The Barbecue Diary – part 8
Ricky Ginsburg (former head cook of The Boca Boys)
There’s a period of time after the brisket is turned in and before the awards are presented that lasts for either hours or minutes depending on your level of exhaustion. I usually split the time into three segments.
The first segment is about 15 minutes long. It begins with the walk back from the turn-in table and ends with the realization that there is cleanup to get to and that you are going to have to do it. However, during that 15 minute stretch your mind is racing with a million “what ifs” and “why didn’t I” and “we shoulda” that all will have to wait until the next contest. Your body is running on automatic which is fortunate for you otherwise you would have stumbled into that Porta-Potty twice on your way back to the cook site. I heard NASCAR drivers express this same feeling at the very end of the race when the car finally comes to a stop in the pits and drunks just before they pass out.
Of course the next segment of time is a bit longer and by now all the automatic functions have long since shutdown. There’s cleanup to be tended to and your hands and back are needed. I always try to get everything as clean as possible before we stow it in the truck. I know there’s a three hour drive ahead of us and then unloading and storing of everything once we get home. We used to clean as we went but I always ended up cleaning and putting something away that we needed later. There are prep trays and pans to wash along with the knife that has hopefully cut winning pieces for us. The table that I will one day get the leg extensions for is washed and dried and loaded into the back of the pickup first. The hot coals from the Backwoods get doused with the hose and dumped into a garbage bag. The drippings and water in the pan are fed to a large tree. The cooker loads in next to the table. We have reached a good pace of clean and load. Fortunately it’s a cloudy afternoon so we can take down the pop-up and load it along with the top and sides without worrying about a sunburn. Slowly but surely the entire cook site starts to return to grass as The Boca Boys load up.

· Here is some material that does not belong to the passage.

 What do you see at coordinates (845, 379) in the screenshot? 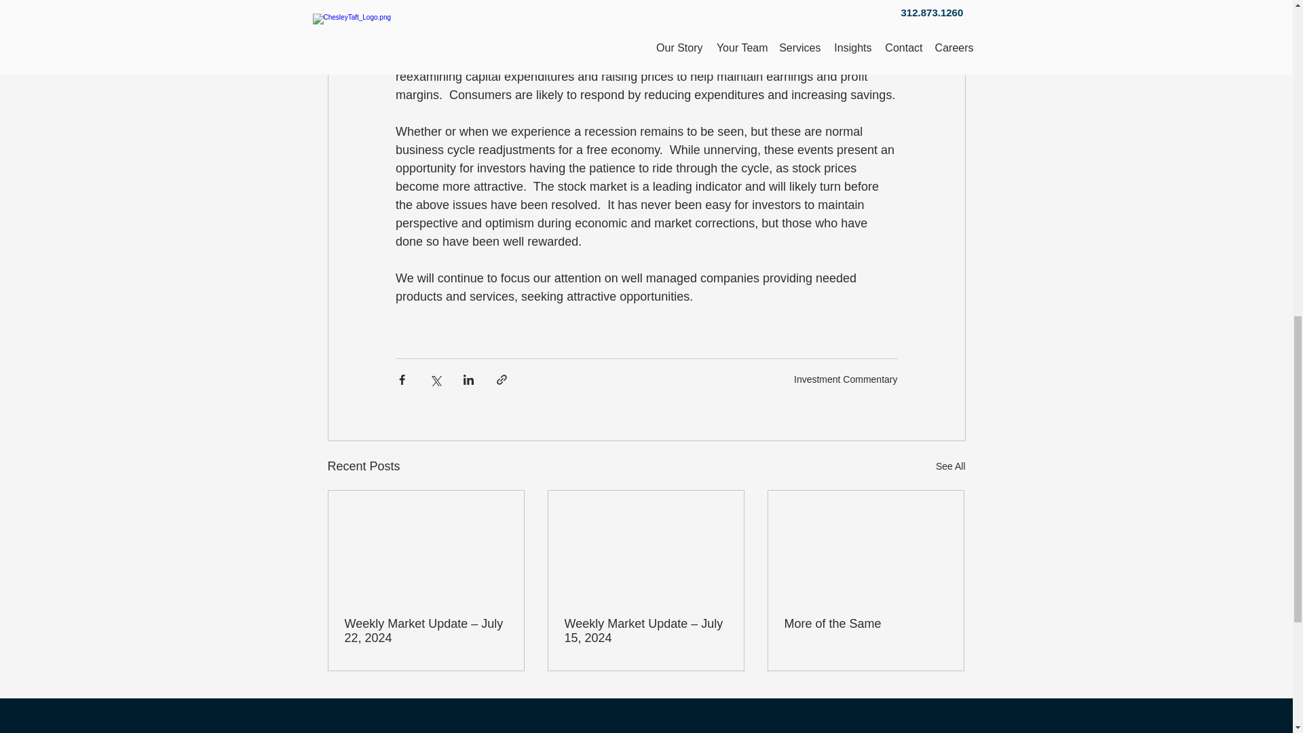
I see `Investment Commentary` at bounding box center [845, 379].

The last bag of unused charcoal is squeezed into the last remaining corner of the pickup’s bed so I start tying everything down with bungee cords and waterproof tarp. My assistant is packing our coolers full of extra barbecue into the space behind the seats. The entire truck will smell like ribs for the trip home. I leave out two of the folding canvas chairs so that we can sit with friends and try to discuss anything but barbecue. This, of course proves futile since that’s about all we really want to talk about anyhow! The final segment begins with the foosh of a pop-top on a can of frosty cold soda pop for me, I’m the designated driver. I look at my cell phone for the time and I’m amazed that cleanup and loading took only 40 minutes.
The type of barbecue cooks you meet at a contest run the gamut from first time backyard cook to the serious barbecue scientist. There are folks who keep log books of every step of every process they’ve used for every contest they’ve ever entered and study these notes religiously. And there are cooks that show up, party, drink beer, and, if they remember, turn-in some barbecue to be judged. We fit somewhere in the middle. I cook good barbecue, at least I like it and my family and friends like it. But no matter what type of cook you are and no matter how serious you take to the task at hand, when that box hits the judge’s table all bets are off! So we sit and wonder and listen to the wondering of our friends and fellow cooks all the while just wanting this day to come to an end.
We’ve got 2 hours until the awards…
… it all comes to an end, next month.